Monshin summoned storms into his palm, lightning dancing across his armor.
Analice's fingers bled shadows, weaving blades from silk and fury.
Thermuz's arms glowed with volcanic ruin, each breath a threat.
Matt said nothing.
But his silence roared.
The mural behind the thrones—once depicting the rise of the Eternal Order—split down its center. Dust rained like ash.
The pendant against his chest pulsed once—bright and defiant, as if whispering: "Remember."
In that breath, he saw them—Amiya's last smile, Elric's scorched blade, Sam's hand outstretched through the dark. They were gone. But they burned within him still. The divine palace held its breath.
He raised no blade. He wore no crown. But the very cosmos leaned toward him.
And then, reality cracked like brittle glass. Flame screamed. Void howled. Steel clashed with prophecy. Storms shattered time. In the center of it all stood Matt—the man they could not unmake. And within the storm, four gods moved as one. Their strikes tore reality. Their fury sculpted apocalypse.
Matt met each blow not with rage—but with resolve.
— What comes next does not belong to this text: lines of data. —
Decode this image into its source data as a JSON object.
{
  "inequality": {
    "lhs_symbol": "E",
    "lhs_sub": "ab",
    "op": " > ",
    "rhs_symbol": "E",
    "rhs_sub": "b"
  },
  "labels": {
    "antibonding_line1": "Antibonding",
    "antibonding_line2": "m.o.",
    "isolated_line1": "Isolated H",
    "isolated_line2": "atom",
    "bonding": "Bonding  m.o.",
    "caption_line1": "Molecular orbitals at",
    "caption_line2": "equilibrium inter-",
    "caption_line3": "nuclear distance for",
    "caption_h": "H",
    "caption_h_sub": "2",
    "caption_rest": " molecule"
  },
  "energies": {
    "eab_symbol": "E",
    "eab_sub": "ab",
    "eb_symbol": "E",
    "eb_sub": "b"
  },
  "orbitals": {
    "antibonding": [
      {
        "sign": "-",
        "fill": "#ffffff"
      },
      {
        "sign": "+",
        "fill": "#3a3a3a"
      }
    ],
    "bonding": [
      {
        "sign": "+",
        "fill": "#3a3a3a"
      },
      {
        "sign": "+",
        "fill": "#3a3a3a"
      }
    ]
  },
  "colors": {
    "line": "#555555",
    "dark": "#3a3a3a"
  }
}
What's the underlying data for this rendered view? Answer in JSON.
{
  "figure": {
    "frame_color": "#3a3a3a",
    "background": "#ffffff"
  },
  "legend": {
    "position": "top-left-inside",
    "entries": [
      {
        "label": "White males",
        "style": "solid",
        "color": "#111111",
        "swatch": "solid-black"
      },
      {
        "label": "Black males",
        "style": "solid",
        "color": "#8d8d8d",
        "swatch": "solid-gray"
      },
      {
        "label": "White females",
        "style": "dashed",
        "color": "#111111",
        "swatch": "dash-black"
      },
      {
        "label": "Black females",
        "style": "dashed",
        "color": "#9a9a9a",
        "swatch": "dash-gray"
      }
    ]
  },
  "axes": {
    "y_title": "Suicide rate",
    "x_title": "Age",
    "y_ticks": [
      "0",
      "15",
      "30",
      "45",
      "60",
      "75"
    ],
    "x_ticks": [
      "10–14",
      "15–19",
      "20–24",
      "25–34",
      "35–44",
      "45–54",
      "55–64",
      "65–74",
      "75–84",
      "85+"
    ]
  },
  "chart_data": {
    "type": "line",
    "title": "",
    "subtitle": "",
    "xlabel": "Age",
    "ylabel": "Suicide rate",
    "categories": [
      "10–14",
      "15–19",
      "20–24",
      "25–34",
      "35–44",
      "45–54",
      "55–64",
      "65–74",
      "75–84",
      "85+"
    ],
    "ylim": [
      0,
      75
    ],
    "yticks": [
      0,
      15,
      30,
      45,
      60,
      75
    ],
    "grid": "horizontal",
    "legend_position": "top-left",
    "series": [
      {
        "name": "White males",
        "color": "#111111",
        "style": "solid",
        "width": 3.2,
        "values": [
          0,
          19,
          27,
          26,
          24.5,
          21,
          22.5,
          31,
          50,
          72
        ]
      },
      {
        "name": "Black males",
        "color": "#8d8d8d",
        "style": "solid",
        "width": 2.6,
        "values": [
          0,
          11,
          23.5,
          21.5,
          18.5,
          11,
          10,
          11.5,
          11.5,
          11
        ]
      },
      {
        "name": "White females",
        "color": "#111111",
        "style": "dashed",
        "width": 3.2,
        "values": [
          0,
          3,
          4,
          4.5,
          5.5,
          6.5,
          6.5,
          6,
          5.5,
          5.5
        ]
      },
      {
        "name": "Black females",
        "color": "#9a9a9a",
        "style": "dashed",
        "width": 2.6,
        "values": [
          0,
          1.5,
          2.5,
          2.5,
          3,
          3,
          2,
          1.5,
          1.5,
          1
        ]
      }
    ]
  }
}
Each counter was a memory made weapon. Every movement whispered of pain endured, of loss unspoken, of truths remembered.
He struck not to destroy, but to restore—each blow a requiem, each movement a prayer for a better world. His power carried the echoes of the fallen, the prayers of the forgotten, and the wrath of the silenced. The thrones trembled not just from force—but from truth.
No prophecy foretold what followed.
Only flame, rising higher.
And in that rising fire, the world turned—toward a fate even the gods had not dared to write.